«My meeting with Eric-Emmanuel Schmitt»

On August 20th at 9.30pm at the Galli Theater in Rimini the theater show “Chi sei tu? The challenge of Jerusalem”, taken from Eric-Emmanuel Schmitt’s travel diary in the Holy Land. Otello Cenci, director of the show and head of the Meeting’s shows, tells us about the genesis of this theatrical project.

It all started from the meeting with Schmitt. An initially remote meeting…

Meeting Eric-Emmanuel Schmitt was a key moment for this project. During a meeting at Meeting 2022, I was struck by his great humanity and I threw myself into an increasingly passionate reading of his texts. Thus, last year, the idea of ​​bringing ‘Monsieur Ibrahim and the flowers of the Koran’ to the stage with Sergio Rubini and Simone Zanchini was born. To prepare for the show, a first long-distance relationship with Eric was born.

And the text on Jerusalem?

We can say that Lorenzo Fazzini, director of the Libreria Editrice Vaticana, was responsible for the unleashing of events. First by inviting Schmitt to go to Jerusalem to write a personal travel diary. Then, last summer, Lorenzo proposed that I read Eric’s text in advance and try to understand if a show could arise from it. I was very struck by the exceptional experience the author had in those very significant and controversial places. Furthermore, courage and great seriousness are needed to publicly share such intimate events and feelings. From this was born the desire to bring it on stage.

Then the meeting in person…

Yes, I met Eric in September in Bologna, on the occasion of the presentation of his book together with Cardinal Matteo Maria Zuppi. The meeting was very pleasant, thanks to his great availability. On that occasion, at the end of the long chat, knowing of his great love for the theater and also of his direct experience in this sector, I proposed to him to represent the text himself. After an initial hesitation, we left with the intention of verifying the effectiveness and value of the adaptation that we would be able to obtain. And today we are here…

What struck you about Schmitt’s text on Jerusalem?

Schmitt faces reality with irony, but never fails to share very personal and profound feelings and judgments. He always follows a lightness of approach with a human in-depth analysis that goes to the heart of the story that is the subject of the story. The view on reality seems to be that of everyone, the one that derives from the mentality of our time, but he manages to see the interesting side that lies behind the difficulties, the angular characters, the dramatic events. His extreme sincerity, spontaneity and courage to recount such exceptional and delicate events, such as, in this case, his experience at the Holy Sepulchre, are rare today.

We are talking about a journey that is also internal.

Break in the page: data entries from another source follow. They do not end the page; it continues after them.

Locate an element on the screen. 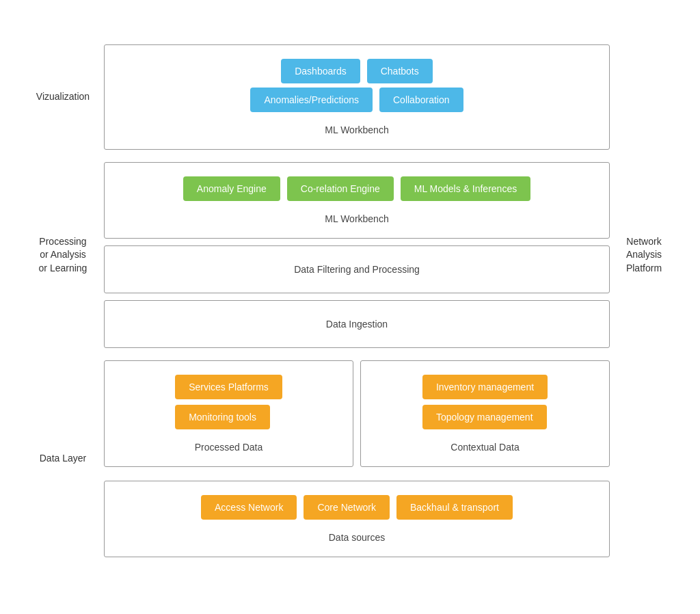 This screenshot has height=614, width=700. processed-data-box: Services Platforms Monitoring tools Proc… is located at coordinates (228, 414). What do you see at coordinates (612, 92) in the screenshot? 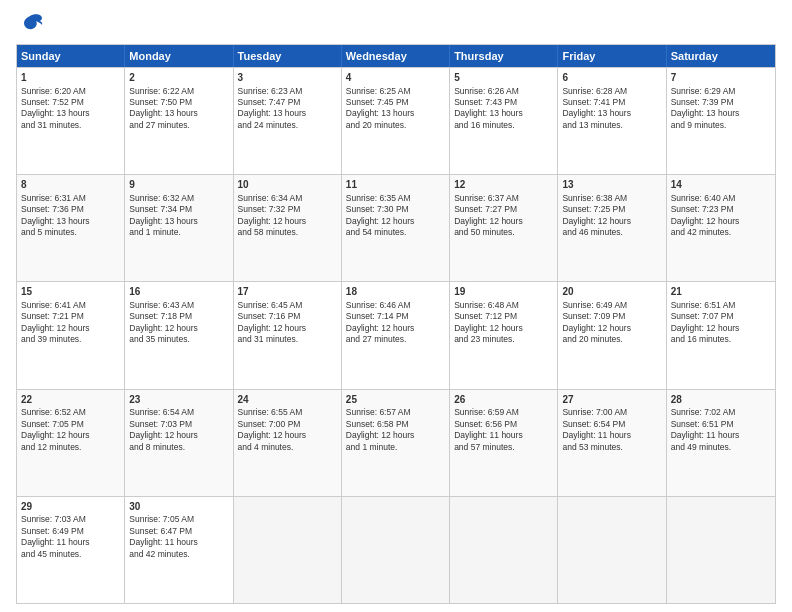
I see `day-info-line: Sunrise: 6:28 AM` at bounding box center [612, 92].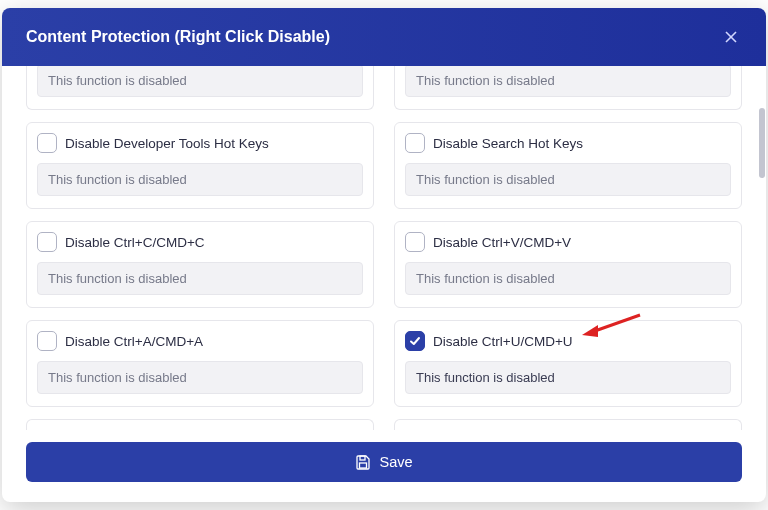 This screenshot has width=768, height=510. Describe the element at coordinates (762, 143) in the screenshot. I see `scrollbar-thumb` at that location.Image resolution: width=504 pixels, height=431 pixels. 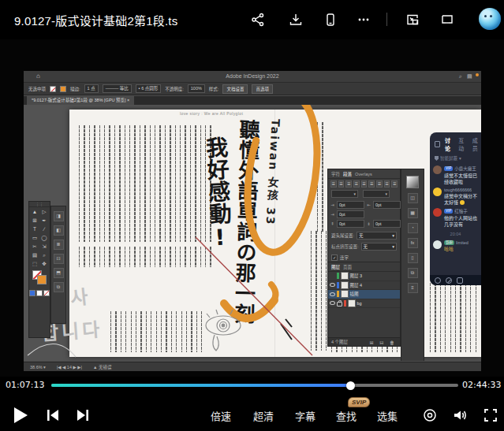 I want to click on search-icon: ⌕, so click(x=461, y=76).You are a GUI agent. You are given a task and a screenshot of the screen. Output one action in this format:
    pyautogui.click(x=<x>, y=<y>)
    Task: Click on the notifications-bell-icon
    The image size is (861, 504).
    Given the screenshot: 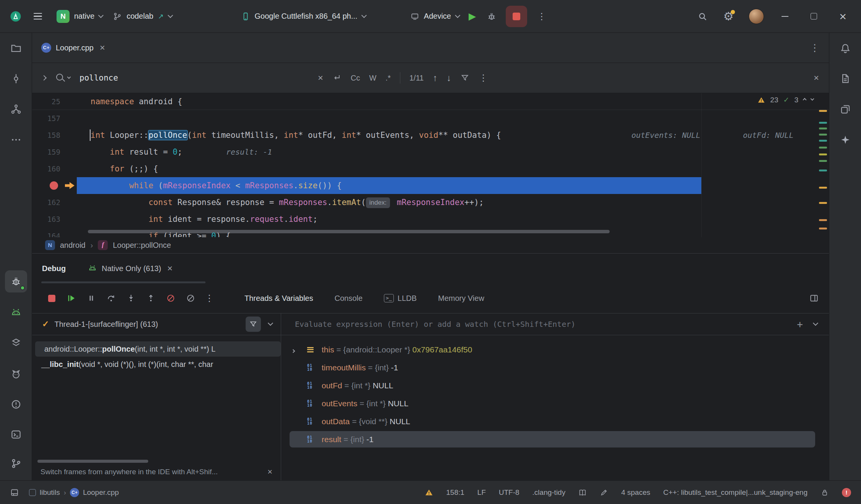 What is the action you would take?
    pyautogui.click(x=845, y=48)
    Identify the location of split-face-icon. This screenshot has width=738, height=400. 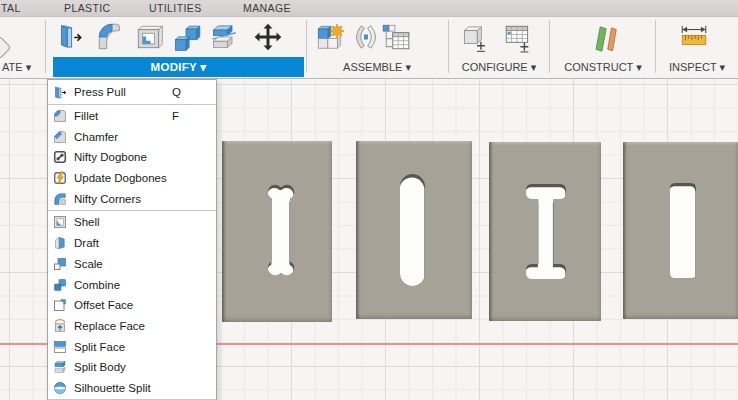
(60, 347). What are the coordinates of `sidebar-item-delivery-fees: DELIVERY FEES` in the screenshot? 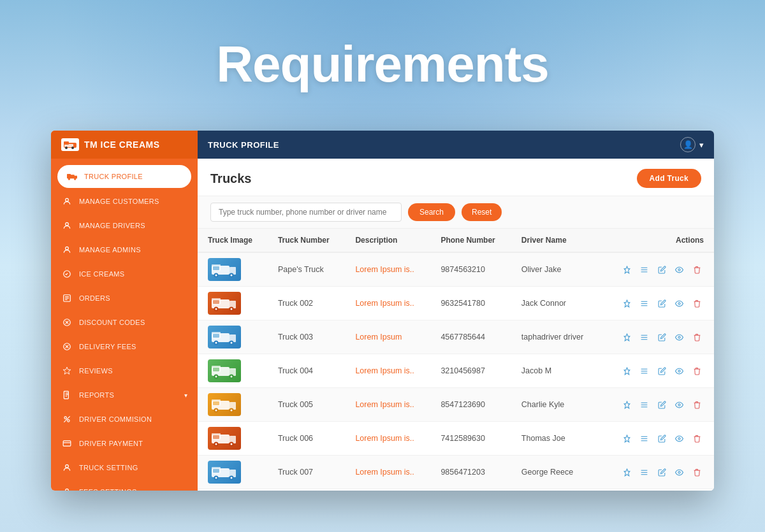 It's located at (124, 347). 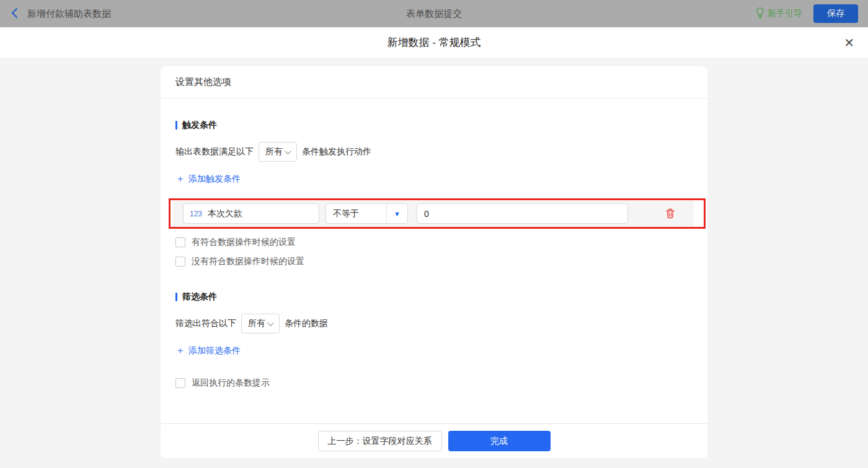 I want to click on done-button: 完成, so click(x=500, y=441).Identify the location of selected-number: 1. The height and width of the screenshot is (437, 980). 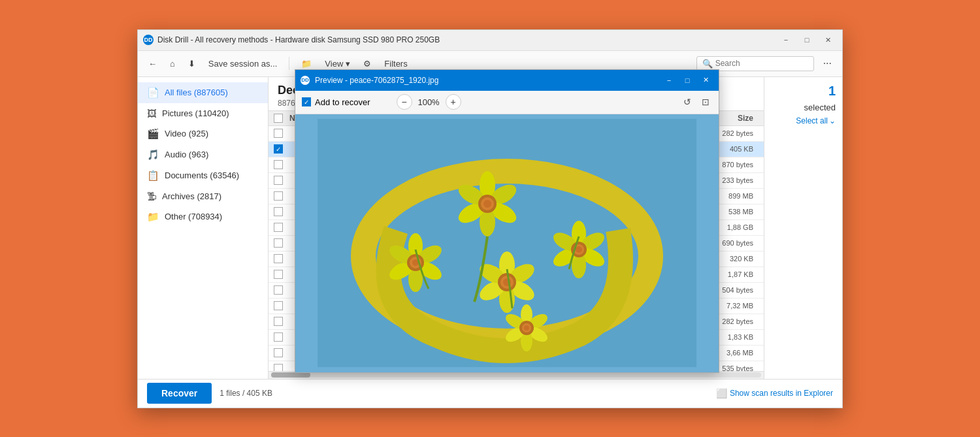
(832, 91).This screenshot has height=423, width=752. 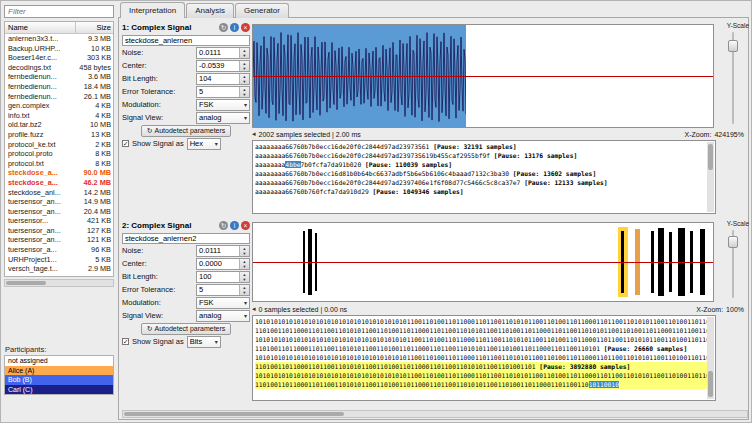 What do you see at coordinates (186, 238) in the screenshot?
I see `signal2-filename-input: steckdose_anlernen2` at bounding box center [186, 238].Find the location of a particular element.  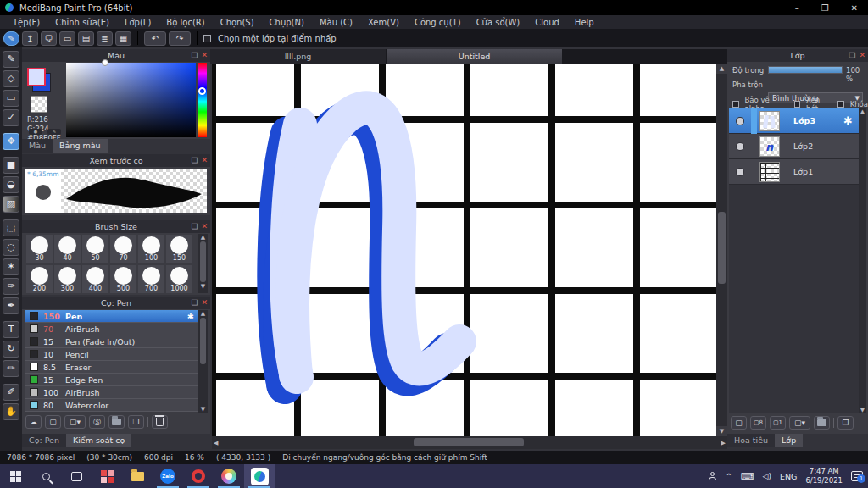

In his diary Schmitt describes a conversion that occurs in a very human way and that I feel is very close to my sensitivity. He starts from a rationalist attitude, due to his education and training. He has the typical disenchantment of the man of the twenty-first century and he expresses it in a nice way in the description he gives of the encounters with the people and places symbolic of the different religions. However, he does not stop at this first reaction which would lead him, like all of us, to distance himself, but overcomes the embarrassment and skepticism, agreeing to get involved and share the journey to the end, both geographically and personally to find out what there is something true and important in the end for him. His journey can involve the reader and, I hope, also the spectators in a shocking internal journey.

Adapting Schmitt’s text for an 80-minute show is a non-trivial challenge… the original text is very substantial.

We worked carefully to preserve the human and geographical journey without cutting the crucial places visited by Schmitt, trying to safeguard the most dramatic aspects and the encounters that marked the change in him. The first reduction, made together with Emanuele Fant, received a more than positive response from him. Subsequently we worked to further ‘strip down’ the story to make it even more essential. This is how the title of the show emerged, which focuses on the question ‘Who are you?’, the one that Schmitt feels insistently asked by the places he visits and by what happens to him. Who are you? What do you believe in? What do you really consist of? Questions very pertinent to the title of this edition of the Meeting.

Since Schmitt wrote his travel diary, a terrible conflict has broken out in the Land of Christ. How does this work help us to read the situation in those territories?

Éric observes in his text that Jerusalem is a jumble of different styles and architecture. Then, poetically, he observes that perhaps the stones can coexist harmoniously because they have recognized and accepted that they are made of the same material. “This,” he writes, “is a step that man has yet to take.” The show obviously does not have the ambition to say who is right in this dramatic and bloody war that fuels hatred throughout the world, but it aims to provoke the public through Éric’s story, to a fully human look at us themselves and others, whoever they are.